As an eager public bought expensive 3D televisions to watch, primarily live sport, in a digital revolution that seemed ready to make three-dimensional viewing commonplace. Sadly, the demand once again failed to make it an economically viable risk to continue.
The computer-generated environment - the third three-dimensional age?
Now, as we approach the end of the first quarter of the 21st Century, are we ready to be immersed in a new 3D environment?
Three-dimensional computer-generated models are being created by professionals and amateurs alike, from both real and imagined source material, or combination of both. Much of this is due to the technology that layers and interlinks still imagery into fully multi-perspective frames.
These 3D models are only seen by users as 2D representations at the current rendered viewing point. These 3D models consist of layered and meshed 2D photographs, often thousands, taken from as many angles as necessary. The illusion of three dimensions is generated as the computer seamlessly renders a pre-existing perspective of the photographs based on how users change their plane of view.
3D models can be rendered on a simple, two-dimensional, computer monitor, or combined to be viewed in a fully immersive virtual reality experience. Models can also be printed on 3D printers, often bringing an imagined 3D into a real one.
The future of 3D
Vast investment by companies, like Facebook’s Meta, into the Metaverse give a hint of where we might be headed in the 3D future.
In this virtual space, we may find ourselves entering an interconnected imagined and immersive three-dimensional world, reminiscent of Ernest Cline’s Ready Player One where we live the majority of our lives plugged into an enhanced computer-generated world instead of our real world.
Saving the past for the future
Even as we enter this metaverse, not all of it will be a brand-new world, a large part will be an old world re-imagined.
Cultural Heritage institutions are already active in digitising their collections. The European Commission recently recommended that 'by 2030, Member States are encouraged to digitise in 3D all monuments and sites deemed at risk', including the most physically-visited cultural and heritage monuments, buildings and sites.
3D, therefore, is seen as a tool that we can use to create sustainable environments, to protect a fragile world and make it more accessible and immersive for those who may have difficulty visiting the many special places we have inherited from our ancestors.
EUreka3D – preparing for the future of 3D
The EUreka3D project is laying the foundations for this new 3D world.
We are creating a best practice framework for cultural heritage institutions to prepare, digitise, annotate, and store their 3D models - making them accessible for professionals, educators, and the wider public to learn and enjoy three dimensional objects in a multi-perspective experience.
Don't you think this three-dimensional business can go too far?
In answering the question of the 1953 Punch Magazine cartoon, we, therefore, need to approach 3D beyond simplistic entertainment value.
It is safe to say that a life constrained to a virtual 3D world will not be as fulfilling as the real world, but a life without 3D might leave many parts of the real world vulnerable to loss.
When you work in cultural heritage, the missing pieces are always gaping.
Fragments of text which mention something incredible that is never to be seen.
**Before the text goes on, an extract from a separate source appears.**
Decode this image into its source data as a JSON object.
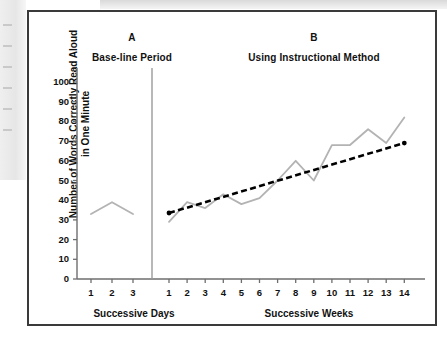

A fading photograph which captures a single moment which doesn’t say who, what, where, when… why? A crackling audio tape which records an unknown voice in an unknown place.
Three-dimensional digitisation adds more, at least in a visual sense, to the valuable historical record and for the objects and sites that sit in a physically challenging and changing environment, we may only have one small window to preserve it.
By enabling and expanding the capacity to digitise in three-dimensions, we may finally be ready for the world to embrace 3D, and not let go.
This blog is part of the EUreka3D project, which aims to build the capacity of small cultural heritage institutions in digital transformation, particularly on issues related to 3D digitisation.